May 30, 2006
City awaits TTC strike fallout
Labour relations board slams TTC union for illegal action that halted transit system
By ROB GRANATSTEIN, CITY HALL BUREAU

A transit worker, who wouldn't give her name, kicks back at the Greenwood yards yesterday. (Photo: Michael Peake, Toronto Sun.)

Stranded TTC riders and gridlocked drivers have only the Amalgamated Transit Union to blame for yesterday's illegal wildcat strike and mayhem on the roads.

While it's expected to be business as usual today, there's no word what penalty -- if any -- workers will face for crippling the system and the city for nearly a full day.

The TTC's 700,000 passengers found the brakes slammed on the transit system over 22 janitors being switched from day to night shift and eight jobs eliminated in TTC budget cuts.

The Ontario Labour Relations Board ruled yesterday that the strike was illegal.

"What the TTC union has done is illegal, unlawful and absolutely unacceptable," Mayor David Miller said. "I never believed they would break the law. I think all Torontonians' faith was shaken a little bit today."

Miller refused to speculate on sanctions for workers. He said he spent yesterday working on getting the TTC rolling.


Maintenance workers set up picket lines and drivers refused to cross them overnight, but ATU Local 113, representing the 8,500 workers, claimed it wasn't striking but being locked out by the TTC.

"The TTC signed up very senior employees to very junior positions on night shift, cleaning toilets," ATU lawyer Heather Alden told the OLRB. "It was the employer being deliberately provocative."

Alden said the workers all showed up for work at their regular times, but the TTC prevented them from working their old shifts. Anyone who refused to comply was relieved of their duties.

"It's the TTC who said you are fired," Alden said.

But twice yesterday the labour board ordered the workers to "cease and desist" from the walkout, which stopped 1,500 buses, 700 subway trains and 250 streetcars.

The board's vice-chairman Brian McLean heard the noon-time appeal from the ATU local 113 -- the second hearing of the day -- at which the union claimed the TTC locked out its employees, changed their work schedules and dismissed any seniority workers had earned.

'UNTIMELY, UNLAWFUL'

"Employees have responded to management action by engaging in a strike which, given that there is a collective agreement in place, is untimely and unlawful," McLean wrote in his decision released shortly after 2 p.m.

"The union and its members are familiar with the 'work now, grieve later' principle," McLean wrote.

If the TTC is seen to be violating the agreement, then workers should file a grievance, not strike, he wrote.

Union president Bob Kinnear was extremely disappointed but he told his members to get back to work.

"The problems we have at the TTC have not gone away," he said. "Things aren't going to get better."

Kinnear, a rookie president up for re-election this fall, said his members took matters into their own hands -- he was not the mastermind of this wildcat strike.
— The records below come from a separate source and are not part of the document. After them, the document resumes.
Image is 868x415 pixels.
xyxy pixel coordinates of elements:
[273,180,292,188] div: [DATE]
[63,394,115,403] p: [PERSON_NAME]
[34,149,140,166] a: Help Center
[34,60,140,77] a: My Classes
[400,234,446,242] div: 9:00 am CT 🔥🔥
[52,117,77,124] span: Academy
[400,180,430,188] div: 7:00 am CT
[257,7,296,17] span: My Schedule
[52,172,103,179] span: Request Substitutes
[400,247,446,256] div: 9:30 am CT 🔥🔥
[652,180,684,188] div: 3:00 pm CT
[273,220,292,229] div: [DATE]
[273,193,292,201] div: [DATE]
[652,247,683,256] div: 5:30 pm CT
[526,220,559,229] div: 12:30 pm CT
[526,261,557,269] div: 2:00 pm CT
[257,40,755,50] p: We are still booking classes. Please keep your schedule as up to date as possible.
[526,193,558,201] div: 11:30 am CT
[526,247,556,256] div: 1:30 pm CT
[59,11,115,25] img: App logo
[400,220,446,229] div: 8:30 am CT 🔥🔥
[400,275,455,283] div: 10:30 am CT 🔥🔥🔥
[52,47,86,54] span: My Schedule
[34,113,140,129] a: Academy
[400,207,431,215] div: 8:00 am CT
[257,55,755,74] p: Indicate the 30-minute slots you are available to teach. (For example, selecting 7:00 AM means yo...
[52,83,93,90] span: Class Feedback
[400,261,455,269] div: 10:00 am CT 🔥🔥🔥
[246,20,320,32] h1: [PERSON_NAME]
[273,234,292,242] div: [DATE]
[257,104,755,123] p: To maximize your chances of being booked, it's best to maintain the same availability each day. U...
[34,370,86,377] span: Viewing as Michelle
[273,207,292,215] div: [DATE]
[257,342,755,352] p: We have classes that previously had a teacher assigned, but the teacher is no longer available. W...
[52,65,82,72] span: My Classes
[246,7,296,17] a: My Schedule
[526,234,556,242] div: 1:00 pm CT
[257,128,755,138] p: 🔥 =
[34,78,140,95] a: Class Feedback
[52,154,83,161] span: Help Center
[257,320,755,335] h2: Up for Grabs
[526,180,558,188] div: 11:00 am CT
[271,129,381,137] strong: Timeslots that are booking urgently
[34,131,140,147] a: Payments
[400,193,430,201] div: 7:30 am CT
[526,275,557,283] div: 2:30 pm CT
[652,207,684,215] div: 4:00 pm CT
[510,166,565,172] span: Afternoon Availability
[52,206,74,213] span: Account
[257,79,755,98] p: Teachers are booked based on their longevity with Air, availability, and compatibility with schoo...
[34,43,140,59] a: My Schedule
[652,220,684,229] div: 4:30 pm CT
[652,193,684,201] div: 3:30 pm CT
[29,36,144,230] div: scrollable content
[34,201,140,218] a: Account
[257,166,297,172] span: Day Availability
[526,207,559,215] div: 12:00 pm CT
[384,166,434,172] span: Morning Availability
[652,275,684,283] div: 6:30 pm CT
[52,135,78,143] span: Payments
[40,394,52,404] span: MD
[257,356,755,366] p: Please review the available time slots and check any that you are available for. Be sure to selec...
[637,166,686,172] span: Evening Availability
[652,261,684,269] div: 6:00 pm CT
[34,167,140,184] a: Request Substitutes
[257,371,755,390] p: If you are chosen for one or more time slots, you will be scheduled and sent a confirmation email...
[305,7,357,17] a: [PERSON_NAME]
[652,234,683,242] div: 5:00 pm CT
But Miller didn't buy that.

"This was too well co-ordinated and well organized," Miller said. "You can't have a simultaneous strike at nine different locations by accident. That just strains credibility."

Kinnear said it's not only shifts for janitors, but also maintenance workers, plus driver safety that led to the walkout. But in front of the labour relations board, driver abuse never came up -- only janitors being shifted to nights.

"I never thought it would come to an illegal strike," TTC chairman Howard Moscoe said, noting Kinnear didn't warn him of a strike when they spoke on Saturday.

NIGHT SHIFT

This issue has been simmering for months and accelerated May 8, when the TTC illegally signed up plant maintenance to night shifts without any weight given to seniority.

Miller asked Labour Minister Steve Peters to assign a senior mediator to the case on Sunday. Before anything could be done, maintenance workers put up picket lines.

TTC lawyers tried to get in touch with ATU representatives overnight with no luck. They did contact Paul McLaughlin, a union vice-president, about the OLRB application and to serve him with the papers.

McLaughlin responded "catch me if you can," TTC lawyer Michael Kennedy said. "They were hiding from service as they were shutting down the city."

By 5:30 a.m. the TTC had a "cease and desist" order, but the union refused to accept it, saying it wasn't represented at the hearing. After losing the second hearing, it had no choice but to order workers back . Failing to do so would have been contempt of court.

Buses and streetcars were on the road by the afternoon rush hour and the Bloor-Danforth subway line was back on track at the tail end of the evening commute.

Full service was restored by 9 p.m. last night, a TTC official said.